Right, my point is that making good content may not be sufficient, but it is necessary. If you aren't making interesting content, the other stuff amounts to a rounding error.
There are all sorts of people who will fiddle with tags and whatnot to try to perfectly shape their site because they're scared/lazy to not make good content. But there is nothing that has a higher ROI on time than making interesting content. Sure, try to make interesting content around the long tail terms that you can optimize for, but at the end of the day, you have to make interesting content.
A webshop selling airline tickets won't rank better if you add "interesting content", thats just not the way it works.
What? Yes it will. More recent links from people will give it more page rank score. If it's a new algorithm that helps find cheaper tickets and beats out the major competitors, for example, it'll get tons of links really quick from blogs talking about it.
Ask the developers in the appstore whats more important, interesting content or a position in the top 5.
"What? Yes it will. More recent links from people will give it more page rank score. If it's a new algorithm that helps find cheaper tickets and beats out the major competitors, for example, it'll get tons of links really quick from blogs talking about it."

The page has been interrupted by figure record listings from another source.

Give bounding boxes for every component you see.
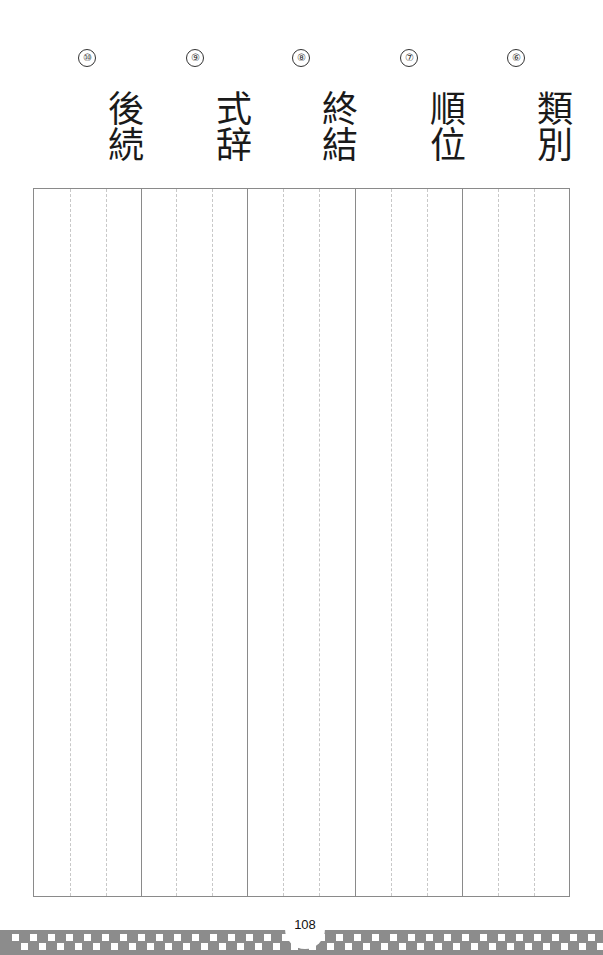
- checker-square: [489, 943, 496, 950]
- checker-square: [453, 943, 460, 950]
- checker-square: [327, 943, 334, 950]
- checker-square: [93, 943, 100, 950]
- checker-square: [138, 934, 145, 941]
- checker-square: [255, 943, 262, 950]
- column-divider: [462, 189, 463, 896]
- item-number: ⑩: [33, 49, 141, 67]
- guide-line: [391, 189, 392, 896]
- guide-line: [498, 189, 499, 896]
- checker-square: [408, 934, 415, 941]
- checker-square: [390, 934, 397, 941]
- guide-line: [534, 189, 535, 896]
- checker-square: [129, 943, 136, 950]
- checker-square: [219, 943, 226, 950]
- checker-square: [156, 934, 163, 941]
- vocabulary-word: 終結: [247, 86, 355, 166]
- checker-square: [120, 934, 127, 941]
- checker-square: [21, 943, 28, 950]
- guide-line: [106, 189, 107, 896]
- checker-square: [579, 943, 586, 950]
- checker-square: [480, 934, 487, 941]
- checker-square: [363, 943, 370, 950]
- vocabulary-word: 順位: [355, 86, 463, 166]
- page-number-badge: 108: [285, 909, 325, 949]
- checker-square: [381, 943, 388, 950]
- checker-square: [210, 934, 217, 941]
- checker-square: [516, 934, 523, 941]
- column-divider: [141, 189, 142, 896]
- checker-square: [192, 934, 199, 941]
- checker-square: [588, 934, 595, 941]
- column-divider: [355, 189, 356, 896]
- checker-square: [75, 943, 82, 950]
- guide-line: [283, 189, 284, 896]
- checker-square: [336, 934, 343, 941]
- checker-square: [39, 943, 46, 950]
- checker-square: [534, 934, 541, 941]
- column-divider: [247, 189, 248, 896]
- checker-square: [111, 943, 118, 950]
- item-number: ⑨: [141, 49, 249, 67]
- checker-square: [426, 934, 433, 941]
- checker-square: [462, 934, 469, 941]
- checker-square: [525, 943, 532, 950]
- item-number: ⑥: [462, 49, 570, 67]
- checker-square: [183, 943, 190, 950]
- guide-line: [70, 189, 71, 896]
- checker-square: [507, 943, 514, 950]
- checker-square: [84, 934, 91, 941]
- checker-square: [12, 934, 19, 941]
- vocabulary-word: 後続: [33, 86, 141, 166]
- checker-square: [66, 934, 73, 941]
- checker-square: [552, 934, 559, 941]
- checker-square: [444, 934, 451, 941]
- checker-square: [264, 934, 271, 941]
- checker-square: [417, 943, 424, 950]
- checker-square: [372, 934, 379, 941]
- checker-square: [498, 934, 505, 941]
- guide-line: [176, 189, 177, 896]
- writing-grid: [33, 188, 570, 897]
- checker-square: [102, 934, 109, 941]
- guide-line: [427, 189, 428, 896]
- checker-square: [273, 943, 280, 950]
- checker-square: [570, 934, 577, 941]
- guide-line: [319, 189, 320, 896]
- checker-square: [561, 943, 568, 950]
- item-number: ⑦: [355, 49, 463, 67]
- vocabulary-word: 類別: [462, 86, 570, 166]
- checker-square: [57, 943, 64, 950]
- checker-square: [435, 943, 442, 950]
- checker-square: [399, 943, 406, 950]
- checker-square: [354, 934, 361, 941]
- page-number: 108: [285, 909, 325, 932]
- checker-square: [201, 943, 208, 950]
- vocabulary-word: 式辞: [141, 86, 249, 166]
- checker-square: [228, 934, 235, 941]
- checker-square: [597, 943, 603, 950]
- checker-square: [543, 943, 550, 950]
- checker-square: [30, 934, 37, 941]
- guide-line: [212, 189, 213, 896]
- checker-square: [471, 943, 478, 950]
- item-number: ⑧: [247, 49, 355, 67]
- checker-square: [345, 943, 352, 950]
- checker-square: [48, 934, 55, 941]
- checker-square: [147, 943, 154, 950]
- checker-square: [174, 934, 181, 941]
- checker-square: [237, 943, 244, 950]
- checker-square: [246, 934, 253, 941]
- checker-square: [165, 943, 172, 950]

Right..so if e-commerce businesses just hired smart people to build algorithms and hope for viral effects they will rank high. You make it sound so easy.. unfortunately I would say this is unrealistic in most cases. In a realistic world you have to admit that it is very hard for businesses in saturated markets to just add "interesting content". Having a budget for online marketing, including seo, adds measurable ways to achieve sales. Spending a fortune on technology might be out of proportion compared to your business size. Having a sale, good customer service, coupon codes will give the same kind of buzz in the blog scene around your product. It is still part of the puzzle and you need more than one part to solve the puzzle.
"I don't think you get how this works."
Then tell me whats wrong with my statement about the appstore. Just telling someone he doesn't get it has no added value. You can make your statement more useful by, for example, adding some links to blog posts from people who write about the process of gaining a steady income stream using interesting content.

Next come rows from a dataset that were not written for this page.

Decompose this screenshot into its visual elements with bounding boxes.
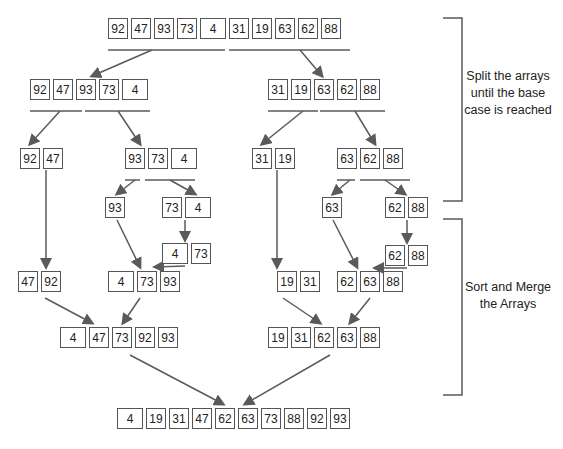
array-cell: 62 [337, 79, 357, 100]
array-cell: 88 [321, 18, 341, 39]
array-cell: 4 [200, 18, 226, 39]
array-cell: 92 [135, 327, 155, 348]
array-cell: 88 [408, 245, 428, 266]
array-cell: 88 [383, 271, 403, 292]
array-result: 4193147626373889293 [117, 408, 351, 429]
array-lr-sorted: 47393 [108, 271, 181, 292]
array-cell: 19 [277, 271, 297, 292]
array-cell: 31 [268, 79, 288, 100]
array-cell: 93 [125, 148, 145, 169]
array-cell: 63 [275, 18, 295, 39]
array-cell: 31 [169, 408, 189, 429]
merge-sort-diagram: 9247937343119636288924793734311963628892… [0, 0, 563, 449]
array-cell: 73 [162, 197, 182, 218]
array-cell: 63 [337, 327, 357, 348]
array-cell: 92 [108, 18, 128, 39]
array-rl: 3119 [252, 148, 296, 169]
array-cell: 31 [252, 148, 272, 169]
array-cell: 19 [275, 148, 295, 169]
array-cell: 47 [192, 408, 212, 429]
array-cell: 73 [177, 18, 197, 39]
array-rrr-sorted: 6288 [385, 245, 429, 266]
array-rr-sorted: 626388 [337, 271, 404, 292]
array-cell: 63 [337, 148, 357, 169]
array-cell: 88 [408, 197, 428, 218]
array-cell: 93 [105, 197, 125, 218]
array-cell: 88 [383, 148, 403, 169]
array-cell: 63 [314, 79, 334, 100]
array-l: 924793734 [30, 79, 149, 100]
array-cell: 93 [330, 408, 350, 429]
array-cell: 73 [99, 79, 119, 100]
array-cell: 88 [360, 79, 380, 100]
array-cell: 93 [76, 79, 96, 100]
array-root: 9247937343119636288 [108, 18, 342, 39]
array-cell: 73 [191, 243, 211, 264]
array-rl-sorted: 1931 [277, 271, 321, 292]
array-cell: 73 [112, 327, 132, 348]
array-cell: 19 [146, 408, 166, 429]
array-cell: 93 [154, 18, 174, 39]
array-cell: 62 [337, 271, 357, 292]
array-rrl: 63 [322, 197, 343, 218]
array-l-sorted: 447739293 [60, 327, 179, 348]
array-cell: 47 [89, 327, 109, 348]
array-cell: 63 [238, 408, 258, 429]
array-cell: 63 [360, 271, 380, 292]
array-cell: 93 [158, 327, 178, 348]
array-lrr: 734 [162, 197, 212, 218]
array-ll: 9247 [20, 148, 64, 169]
array-cell: 62 [215, 408, 235, 429]
array-cell: 62 [298, 18, 318, 39]
array-cell: 62 [360, 148, 380, 169]
array-ll-sorted: 4792 [18, 271, 62, 292]
array-cell: 92 [20, 148, 40, 169]
array-lr: 93734 [125, 148, 198, 169]
array-cell: 92 [30, 79, 50, 100]
split-annotation: Split the arrays until the base case is … [458, 68, 558, 119]
array-cell: 47 [53, 79, 73, 100]
array-r: 3119636288 [268, 79, 381, 100]
array-cell: 4 [108, 271, 134, 292]
array-cell: 62 [385, 245, 405, 266]
array-cell: 4 [60, 327, 86, 348]
array-lrl: 93 [105, 197, 126, 218]
array-cell: 73 [261, 408, 281, 429]
array-cell: 88 [360, 327, 380, 348]
array-cell: 19 [252, 18, 272, 39]
array-cell: 4 [171, 148, 197, 169]
array-rrr: 6288 [385, 197, 429, 218]
array-cell: 4 [122, 79, 148, 100]
array-rr: 636288 [337, 148, 404, 169]
array-cell: 92 [307, 408, 327, 429]
array-cell: 62 [314, 327, 334, 348]
array-cell: 88 [284, 408, 304, 429]
array-cell: 4 [162, 243, 188, 264]
array-cell: 4 [117, 408, 143, 429]
array-cell: 19 [268, 327, 288, 348]
array-r-sorted: 1931626388 [268, 327, 381, 348]
array-cell: 47 [131, 18, 151, 39]
array-cell: 31 [229, 18, 249, 39]
array-cell: 47 [43, 148, 63, 169]
array-lrr-sorted: 473 [162, 243, 212, 264]
array-cell: 4 [185, 197, 211, 218]
array-cell: 63 [322, 197, 342, 218]
array-cell: 62 [385, 197, 405, 218]
array-cell: 93 [160, 271, 180, 292]
array-cell: 92 [41, 271, 61, 292]
array-cell: 31 [300, 271, 320, 292]
array-cell: 31 [291, 327, 311, 348]
array-cell: 47 [18, 271, 38, 292]
array-cell: 19 [291, 79, 311, 100]
array-cell: 73 [137, 271, 157, 292]
merge-annotation: Sort and Merge the Arrays [458, 279, 558, 313]
array-cell: 73 [148, 148, 168, 169]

edit: oops deleted the original post, had to repost it :/
There are more types of websites than just content based websites and sometimes websites who have to compete for the exact same content. The one who understands internet marketing the best will have better rankings than the ones that don't. A webshop selling airline tickets won't rank better if you add "interesting content", thats just not the way it works. Also the "interesting content" might distract people from what they have to do, order tickets. People have to realize that internet marketing is here to stay and it is something you have to think about.
Also your statement about spending time on interesting content gives your the highest ROI is not true. Hollywood and the game industry prove from time to time that they can create hypes and market B quality productions and still make tons of money. This also counts on the internet. Content is evaluated by machines (Google, Bing etc) who determine if it is interesting or not. Doing A/B testing to test which landing page works best is better time spent than spending your time hiring people to create interesting content. Just changing your button can increase sales by over 100%.
Ask the developers in the appstore whats more important, interesting content or a position in the top 5.
There are all sorts of people who will fiddle with tags and whatnot to try to perfectly shape their site because they're scared/lazy to not make good content. But there is nothing that has a higher ROI on time than making interesting content. Sure, try to make interesting content around the long tail terms that you can optimize for, but at the end of the day, you have to make interesting content.